Contact: Christopher Chichester 202-225-4236

End Internet Gambling and Frivolous Lawsuits


Washington, Jun 13, 2003 - Last week two major bills passed the House of Representatives that I co-sponsored.

The first bill reduces the amount of gambling online. The second ends the filing of frivolous lawsuits, an abusive practice that hurts consumers and clogs our courts.

Internet gambling threatens young people across America. It is a deceptive crime that is difficult to stop.

What if you discovered someone built a casino next to your house and invited your children in to gamble? Unfortunately, the news is worse.

Casinos are already inside homes across America. Every computer with an Internet connection is a child accessible casino that offers an invitation to gamble.

At the click of a mouse, virtual casinos appear on computer screens. All that’s required to play is a credit card number and time. Our young people increasingly have both.

Almost 80 percent of college students have credit cards and nearly a third have four or more credit cards. With more than 1,500 gambling sites on the Internet, it’s just a matter of time before young people find one.

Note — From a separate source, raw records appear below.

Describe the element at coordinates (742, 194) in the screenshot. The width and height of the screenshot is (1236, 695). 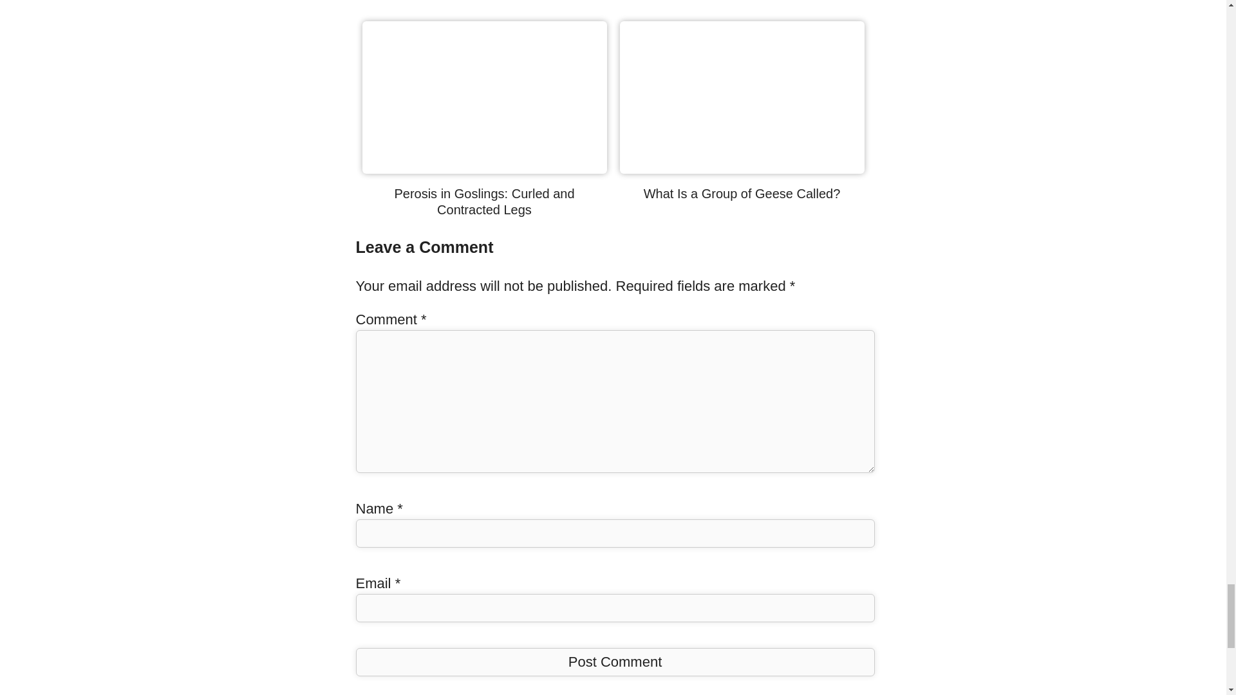
I see `What Is a Group of Geese Called?` at that location.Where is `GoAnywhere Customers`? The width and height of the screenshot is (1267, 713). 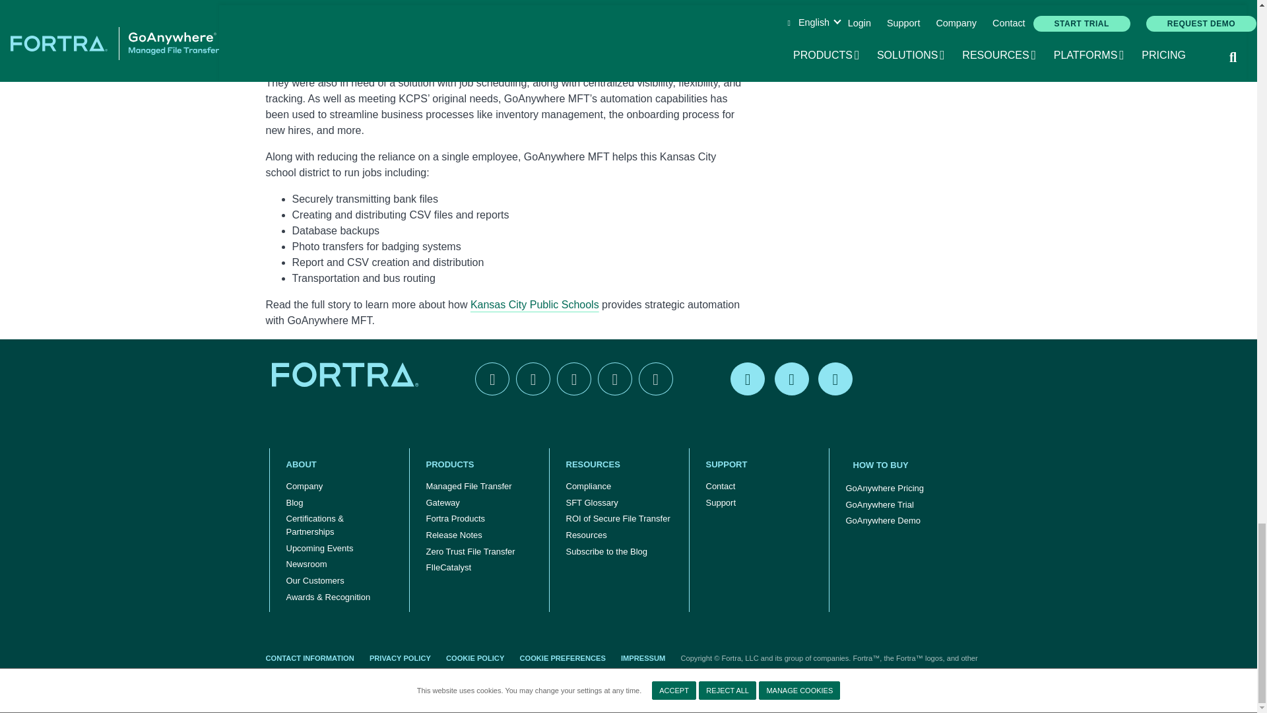 GoAnywhere Customers is located at coordinates (315, 581).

If the negative impact on our children, families and communities isn’t enough, the FBI reports that unlawful and unsupervised Internet gambling sites serve as a powerful vehicle for money laundering, which terrorists use to finance attacks on innocent Americans.

The people who create and run Internet gambling sites do it for one reason: money. The Unlawful Internet Gambling Funding Prohibition Act I support ends Internet gambling by making it illegal to place a bet online with a credit card, check, or electronic transfer.

In addition to a ban on Internet gambling, the House passed legislation to prevent state courts from being overrun with frivolous lawsuits.

Many lawyers, looking for the most favorable judges, conduct the equivalent of a legal shopping spree: they use loopholes so class action suits can be heard in state courts rather than federal courts.

Only lawyers hit the jackpot in the class action lottery. In one settlement, consumers were awarded 33-cent checks with Chase Manhattan bank, while attorneys in the case walked away with $4 million in fees. But class members had to use a 34-cent stamp to mail in the response to claim the 33-cent award!

To describe this suit - as well as a few others - as “frivolous” is an insult to frivolousness.

The Class Action Fairness Act is a reform that restores confidence in our judicial system. It prohibits the payment of “bounties” to class representatives and ensures cases that cross state lines are heard in federal courts, as the framers of the Constitution intended.

This reform eases the strain on overburdened state courts, provides a uniform standard for class action suits that involve residents of different states, and avoids the problems that can occur when one state court dictates the laws of 49 other states.

Both of these bills make significant progress toward a stronger America by improving the health of our culture. They await action in the U.S. Senate.